P
Pierre-Antoine Absil
Researcher at Université catholique de Louvain
Publications - 219
Citations - 10316
Pierre-Antoine Absil is an academic researcher from Université catholique de Louvain. The author has contributed to research in topics: Rank (linear algebra) & Manifold. The author has an hindex of 40, co-authored 201 publications receiving 9026 citations. Previous affiliations of Pierre-Antoine Absil include Florida State University & University College London.
Papers
More filters
Book
Optimization Algorithms on Matrix Manifolds
TL;DR: Optimization Algorithms on Matrix Manifolds offers techniques with broad applications in linear algebra, signal processing, data mining, computer vision, and statistical analysis and will be of interest to applied mathematicians, engineers, and computer scientists.
Journal Article
Manopt, a matlab toolbox for optimization on manifolds
TL;DR: The Manopt toolbox as discussed by the authors is a user-friendly, documented piece of software dedicated to simplify experimenting with state-of-the-art Riemannian optimization algorithms.
Journal ArticleDOI
Trust-Region Methods on Riemannian Manifolds
TL;DR: A general scheme for trust-region methods on Riemannian manifolds is proposed and analyzed, and particular attention is paid to the truncated conjugate-gradient technique.
Journal ArticleDOI
Riemannian Geometry of Grassmann Manifolds with a View on Algorithmic Computation
TL;DR: In this article, simple formulas for the canonical metric, gradient, Lie derivative, Riemannian connection, parallel translation, geodesics and distance on the Grassmann manifold of p-planes in R n were given.
Journal ArticleDOI
Convergence of the Iterates of Descent Methods for Analytic Cost Functions
TL;DR: It is shown that the iterates of numerical descent algorithms, for an analytic cost function, share this convergence property if they satisfy certain natural descent conditions and strengthen classical "weak convergence" results for descent methods to "strong limit-point convergence" for a large class of cost functions of practical interest.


Please return the listing below exactly, without any of its pictures.
-- Opening Marker --
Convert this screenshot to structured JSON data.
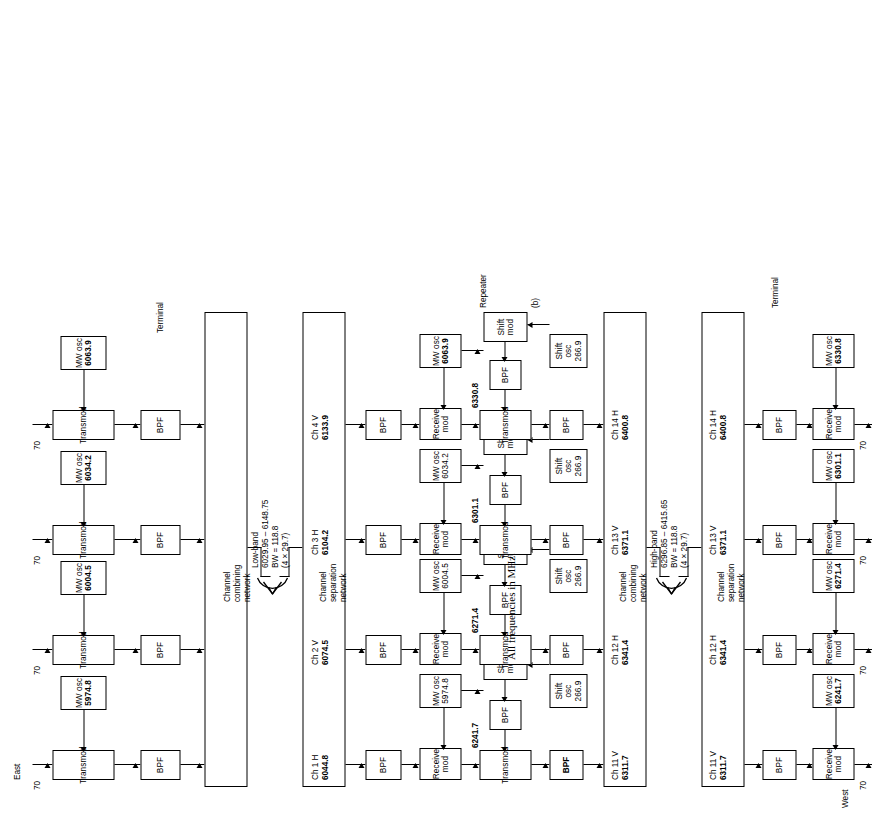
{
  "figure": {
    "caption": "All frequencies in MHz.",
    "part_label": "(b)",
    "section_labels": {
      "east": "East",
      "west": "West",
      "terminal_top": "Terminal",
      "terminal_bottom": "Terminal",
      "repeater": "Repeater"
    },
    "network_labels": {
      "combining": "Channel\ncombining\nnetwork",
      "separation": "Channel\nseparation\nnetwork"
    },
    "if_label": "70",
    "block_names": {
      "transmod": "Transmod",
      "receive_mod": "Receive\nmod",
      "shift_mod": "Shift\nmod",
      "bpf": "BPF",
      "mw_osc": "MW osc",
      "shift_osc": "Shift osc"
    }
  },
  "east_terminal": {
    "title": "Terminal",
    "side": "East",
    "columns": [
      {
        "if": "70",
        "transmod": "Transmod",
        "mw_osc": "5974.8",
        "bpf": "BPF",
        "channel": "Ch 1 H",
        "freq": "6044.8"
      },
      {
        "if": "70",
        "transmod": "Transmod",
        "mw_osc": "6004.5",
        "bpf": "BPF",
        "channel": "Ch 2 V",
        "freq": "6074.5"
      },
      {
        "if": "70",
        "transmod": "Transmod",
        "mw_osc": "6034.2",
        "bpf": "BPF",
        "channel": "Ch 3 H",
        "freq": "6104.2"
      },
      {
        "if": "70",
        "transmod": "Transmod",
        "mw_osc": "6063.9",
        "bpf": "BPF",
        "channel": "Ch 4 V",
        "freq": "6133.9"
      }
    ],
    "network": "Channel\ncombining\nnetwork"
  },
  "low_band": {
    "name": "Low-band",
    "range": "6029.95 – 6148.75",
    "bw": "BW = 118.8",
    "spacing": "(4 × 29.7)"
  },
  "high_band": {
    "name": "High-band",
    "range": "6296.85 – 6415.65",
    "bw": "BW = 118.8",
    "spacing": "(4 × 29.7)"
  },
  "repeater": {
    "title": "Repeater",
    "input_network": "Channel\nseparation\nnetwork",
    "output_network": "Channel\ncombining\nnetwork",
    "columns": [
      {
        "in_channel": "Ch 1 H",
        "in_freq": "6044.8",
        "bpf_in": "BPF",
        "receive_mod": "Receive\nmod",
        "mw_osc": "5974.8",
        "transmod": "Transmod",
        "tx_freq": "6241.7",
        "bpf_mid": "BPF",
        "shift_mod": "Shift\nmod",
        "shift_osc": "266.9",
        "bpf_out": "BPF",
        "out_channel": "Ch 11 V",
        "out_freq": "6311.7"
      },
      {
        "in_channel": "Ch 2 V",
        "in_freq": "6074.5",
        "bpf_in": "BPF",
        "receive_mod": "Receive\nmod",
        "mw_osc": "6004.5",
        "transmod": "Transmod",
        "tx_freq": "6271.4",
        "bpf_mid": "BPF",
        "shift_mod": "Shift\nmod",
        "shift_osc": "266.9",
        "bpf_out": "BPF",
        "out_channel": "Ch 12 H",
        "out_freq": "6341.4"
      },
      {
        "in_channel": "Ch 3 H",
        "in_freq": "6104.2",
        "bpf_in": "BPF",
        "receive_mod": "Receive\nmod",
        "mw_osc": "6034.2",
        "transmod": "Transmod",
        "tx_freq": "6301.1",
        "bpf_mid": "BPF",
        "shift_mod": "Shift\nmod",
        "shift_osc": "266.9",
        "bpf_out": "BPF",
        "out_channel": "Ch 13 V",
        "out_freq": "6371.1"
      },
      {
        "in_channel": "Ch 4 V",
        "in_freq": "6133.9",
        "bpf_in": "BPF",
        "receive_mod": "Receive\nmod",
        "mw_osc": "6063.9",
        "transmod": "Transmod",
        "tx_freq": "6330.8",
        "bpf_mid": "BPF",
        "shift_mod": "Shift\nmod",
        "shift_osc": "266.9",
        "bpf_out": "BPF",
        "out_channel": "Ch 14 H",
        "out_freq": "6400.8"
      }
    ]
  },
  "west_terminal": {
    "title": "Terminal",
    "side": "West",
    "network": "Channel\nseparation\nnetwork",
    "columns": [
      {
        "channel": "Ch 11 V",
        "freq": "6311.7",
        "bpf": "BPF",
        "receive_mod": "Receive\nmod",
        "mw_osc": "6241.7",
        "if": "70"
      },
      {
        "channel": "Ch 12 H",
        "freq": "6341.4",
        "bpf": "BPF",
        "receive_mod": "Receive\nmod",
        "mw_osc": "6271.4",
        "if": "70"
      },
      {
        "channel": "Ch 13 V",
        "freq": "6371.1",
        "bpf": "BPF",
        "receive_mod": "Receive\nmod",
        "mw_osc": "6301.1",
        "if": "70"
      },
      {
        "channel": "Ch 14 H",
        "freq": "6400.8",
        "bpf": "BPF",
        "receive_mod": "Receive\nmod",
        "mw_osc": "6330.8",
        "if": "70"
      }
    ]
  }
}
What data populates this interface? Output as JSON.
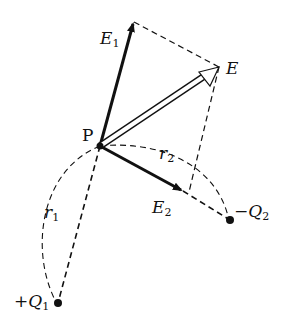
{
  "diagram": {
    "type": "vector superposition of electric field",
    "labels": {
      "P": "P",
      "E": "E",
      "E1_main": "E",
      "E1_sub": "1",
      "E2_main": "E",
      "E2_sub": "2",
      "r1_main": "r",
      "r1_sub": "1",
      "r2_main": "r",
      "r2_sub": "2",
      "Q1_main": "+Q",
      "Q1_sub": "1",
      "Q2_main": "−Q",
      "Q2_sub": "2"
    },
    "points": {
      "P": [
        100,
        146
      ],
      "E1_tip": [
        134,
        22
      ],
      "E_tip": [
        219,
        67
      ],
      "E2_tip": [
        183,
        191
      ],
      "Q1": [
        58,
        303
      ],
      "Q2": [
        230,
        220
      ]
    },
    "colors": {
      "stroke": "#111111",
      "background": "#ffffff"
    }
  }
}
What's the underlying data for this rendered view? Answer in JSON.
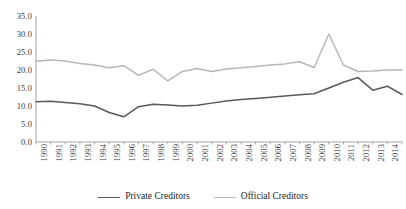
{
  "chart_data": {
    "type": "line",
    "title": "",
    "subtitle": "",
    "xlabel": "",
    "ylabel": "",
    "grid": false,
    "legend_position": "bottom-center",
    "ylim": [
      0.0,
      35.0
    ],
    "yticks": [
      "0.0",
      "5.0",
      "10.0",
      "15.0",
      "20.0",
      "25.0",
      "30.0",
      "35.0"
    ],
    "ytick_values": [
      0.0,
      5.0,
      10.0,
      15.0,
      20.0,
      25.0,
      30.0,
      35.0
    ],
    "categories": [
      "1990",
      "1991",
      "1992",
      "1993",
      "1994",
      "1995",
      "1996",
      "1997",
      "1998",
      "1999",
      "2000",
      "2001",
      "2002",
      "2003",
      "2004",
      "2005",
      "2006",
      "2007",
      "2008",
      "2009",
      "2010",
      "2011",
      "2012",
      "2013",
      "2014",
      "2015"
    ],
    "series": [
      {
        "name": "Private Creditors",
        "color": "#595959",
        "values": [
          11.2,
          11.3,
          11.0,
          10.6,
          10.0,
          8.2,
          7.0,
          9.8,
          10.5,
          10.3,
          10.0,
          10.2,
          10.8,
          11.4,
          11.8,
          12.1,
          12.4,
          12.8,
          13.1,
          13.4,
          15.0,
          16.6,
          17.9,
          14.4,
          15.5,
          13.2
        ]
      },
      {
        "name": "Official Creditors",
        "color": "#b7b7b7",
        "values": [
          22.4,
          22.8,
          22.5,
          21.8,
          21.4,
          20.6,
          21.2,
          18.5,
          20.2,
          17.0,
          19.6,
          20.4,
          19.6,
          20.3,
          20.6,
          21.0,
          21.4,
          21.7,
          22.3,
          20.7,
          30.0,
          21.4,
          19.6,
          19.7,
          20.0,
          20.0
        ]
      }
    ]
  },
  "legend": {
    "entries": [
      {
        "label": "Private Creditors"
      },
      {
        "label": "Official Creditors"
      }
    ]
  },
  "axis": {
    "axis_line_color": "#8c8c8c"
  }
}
-- Closing Marker --
**Response**
Convert this screenshot to structured JSON data.
{
  "figure": {
    "caption": "All frequencies in MHz.",
    "part_label": "(b)",
    "section_labels": {
      "east": "East",
      "west": "West",
      "terminal_top": "Terminal",
      "terminal_bottom": "Terminal",
      "repeater": "Repeater"
    },
    "network_labels": {
      "combining": "Channel\ncombining\nnetwork",
      "separation": "Channel\nseparation\nnetwork"
    },
    "if_label": "70",
    "block_names": {
      "transmod": "Transmod",
      "receive_mod": "Receive\nmod",
      "shift_mod": "Shift\nmod",
      "bpf": "BPF",
      "mw_osc": "MW osc",
      "shift_osc": "Shift osc"
    }
  },
  "east_terminal": {
    "title": "Terminal",
    "side": "East",
    "columns": [
      {
        "if": "70",
        "transmod": "Transmod",
        "mw_osc": "5974.8",
        "bpf": "BPF",
        "channel": "Ch 1 H",
        "freq": "6044.8"
      },
      {
        "if": "70",
        "transmod": "Transmod",
        "mw_osc": "6004.5",
        "bpf": "BPF",
        "channel": "Ch 2 V",
        "freq": "6074.5"
      },
      {
        "if": "70",
        "transmod": "Transmod",
        "mw_osc": "6034.2",
        "bpf": "BPF",
        "channel": "Ch 3 H",
        "freq": "6104.2"
      },
      {
        "if": "70",
        "transmod": "Transmod",
        "mw_osc": "6063.9",
        "bpf": "BPF",
        "channel": "Ch 4 V",
        "freq": "6133.9"
      }
    ],
    "network": "Channel\ncombining\nnetwork"
  },
  "low_band": {
    "name": "Low-band",
    "range": "6029.95 – 6148.75",
    "bw": "BW = 118.8",
    "spacing": "(4 × 29.7)"
  },
  "high_band": {
    "name": "High-band",
    "range": "6296.85 – 6415.65",
    "bw": "BW = 118.8",
    "spacing": "(4 × 29.7)"
  },
  "repeater": {
    "title": "Repeater",
    "input_network": "Channel\nseparation\nnetwork",
    "output_network": "Channel\ncombining\nnetwork",
    "columns": [
      {
        "in_channel": "Ch 1 H",
        "in_freq": "6044.8",
        "bpf_in": "BPF",
        "receive_mod": "Receive\nmod",
        "mw_osc": "5974.8",
        "transmod": "Transmod",
        "tx_freq": "6241.7",
        "bpf_mid": "BPF",
        "shift_mod": "Shift\nmod",
        "shift_osc": "266.9",
        "bpf_out": "BPF",
        "out_channel": "Ch 11 V",
        "out_freq": "6311.7"
      },
      {
        "in_channel": "Ch 2 V",
        "in_freq": "6074.5",
        "bpf_in": "BPF",
        "receive_mod": "Receive\nmod",
        "mw_osc": "6004.5",
        "transmod": "Transmod",
        "tx_freq": "6271.4",
        "bpf_mid": "BPF",
        "shift_mod": "Shift\nmod",
        "shift_osc": "266.9",
        "bpf_out": "BPF",
        "out_channel": "Ch 12 H",
        "out_freq": "6341.4"
      },
      {
        "in_channel": "Ch 3 H",
        "in_freq": "6104.2",
        "bpf_in": "BPF",
        "receive_mod": "Receive\nmod",
        "mw_osc": "6034.2",
        "transmod": "Transmod",
        "tx_freq": "6301.1",
        "bpf_mid": "BPF",
        "shift_mod": "Shift\nmod",
        "shift_osc": "266.9",
        "bpf_out": "BPF",
        "out_channel": "Ch 13 V",
        "out_freq": "6371.1"
      },
      {
        "in_channel": "Ch 4 V",
        "in_freq": "6133.9",
        "bpf_in": "BPF",
        "receive_mod": "Receive\nmod",
        "mw_osc": "6063.9",
        "transmod": "Transmod",
        "tx_freq": "6330.8",
        "bpf_mid": "BPF",
        "shift_mod": "Shift\nmod",
        "shift_osc": "266.9",
        "bpf_out": "BPF",
        "out_channel": "Ch 14 H",
        "out_freq": "6400.8"
      }
    ]
  },
  "west_terminal": {
    "title": "Terminal",
    "side": "West",
    "network": "Channel\nseparation\nnetwork",
    "columns": [
      {
        "channel": "Ch 11 V",
        "freq": "6311.7",
        "bpf": "BPF",
        "receive_mod": "Receive\nmod",
        "mw_osc": "6241.7",
        "if": "70"
      },
      {
        "channel": "Ch 12 H",
        "freq": "6341.4",
        "bpf": "BPF",
        "receive_mod": "Receive\nmod",
        "mw_osc": "6271.4",
        "if": "70"
      },
      {
        "channel": "Ch 13 V",
        "freq": "6371.1",
        "bpf": "BPF",
        "receive_mod": "Receive\nmod",
        "mw_osc": "6301.1",
        "if": "70"
      },
      {
        "channel": "Ch 14 H",
        "freq": "6400.8",
        "bpf": "BPF",
        "receive_mod": "Receive\nmod",
        "mw_osc": "6330.8",
        "if": "70"
      }
    ]
  }
}
What data populates this interface? Output as JSON.
{
  "diagram": {
    "type": "vector superposition of electric field",
    "labels": {
      "P": "P",
      "E": "E",
      "E1_main": "E",
      "E1_sub": "1",
      "E2_main": "E",
      "E2_sub": "2",
      "r1_main": "r",
      "r1_sub": "1",
      "r2_main": "r",
      "r2_sub": "2",
      "Q1_main": "+Q",
      "Q1_sub": "1",
      "Q2_main": "−Q",
      "Q2_sub": "2"
    },
    "points": {
      "P": [
        100,
        146
      ],
      "E1_tip": [
        134,
        22
      ],
      "E_tip": [
        219,
        67
      ],
      "E2_tip": [
        183,
        191
      ],
      "Q1": [
        58,
        303
      ],
      "Q2": [
        230,
        220
      ]
    },
    "colors": {
      "stroke": "#111111",
      "background": "#ffffff"
    }
  }
}
What's the underlying data for this rendered view? Answer in JSON.
{
  "chart_data": {
    "type": "line",
    "title": "",
    "subtitle": "",
    "xlabel": "",
    "ylabel": "",
    "grid": false,
    "legend_position": "bottom-center",
    "ylim": [
      0.0,
      35.0
    ],
    "yticks": [
      "0.0",
      "5.0",
      "10.0",
      "15.0",
      "20.0",
      "25.0",
      "30.0",
      "35.0"
    ],
    "ytick_values": [
      0.0,
      5.0,
      10.0,
      15.0,
      20.0,
      25.0,
      30.0,
      35.0
    ],
    "categories": [
      "1990",
      "1991",
      "1992",
      "1993",
      "1994",
      "1995",
      "1996",
      "1997",
      "1998",
      "1999",
      "2000",
      "2001",
      "2002",
      "2003",
      "2004",
      "2005",
      "2006",
      "2007",
      "2008",
      "2009",
      "2010",
      "2011",
      "2012",
      "2013",
      "2014",
      "2015"
    ],
    "series": [
      {
        "name": "Private Creditors",
        "color": "#595959",
        "values": [
          11.2,
          11.3,
          11.0,
          10.6,
          10.0,
          8.2,
          7.0,
          9.8,
          10.5,
          10.3,
          10.0,
          10.2,
          10.8,
          11.4,
          11.8,
          12.1,
          12.4,
          12.8,
          13.1,
          13.4,
          15.0,
          16.6,
          17.9,
          14.4,
          15.5,
          13.2
        ]
      },
      {
        "name": "Official Creditors",
        "color": "#b7b7b7",
        "values": [
          22.4,
          22.8,
          22.5,
          21.8,
          21.4,
          20.6,
          21.2,
          18.5,
          20.2,
          17.0,
          19.6,
          20.4,
          19.6,
          20.3,
          20.6,
          21.0,
          21.4,
          21.7,
          22.3,
          20.7,
          30.0,
          21.4,
          19.6,
          19.7,
          20.0,
          20.0
        ]
      }
    ]
  },
  "legend": {
    "entries": [
      {
        "label": "Private Creditors"
      },
      {
        "label": "Official Creditors"
      }
    ]
  },
  "axis": {
    "axis_line_color": "#8c8c8c"
  }
}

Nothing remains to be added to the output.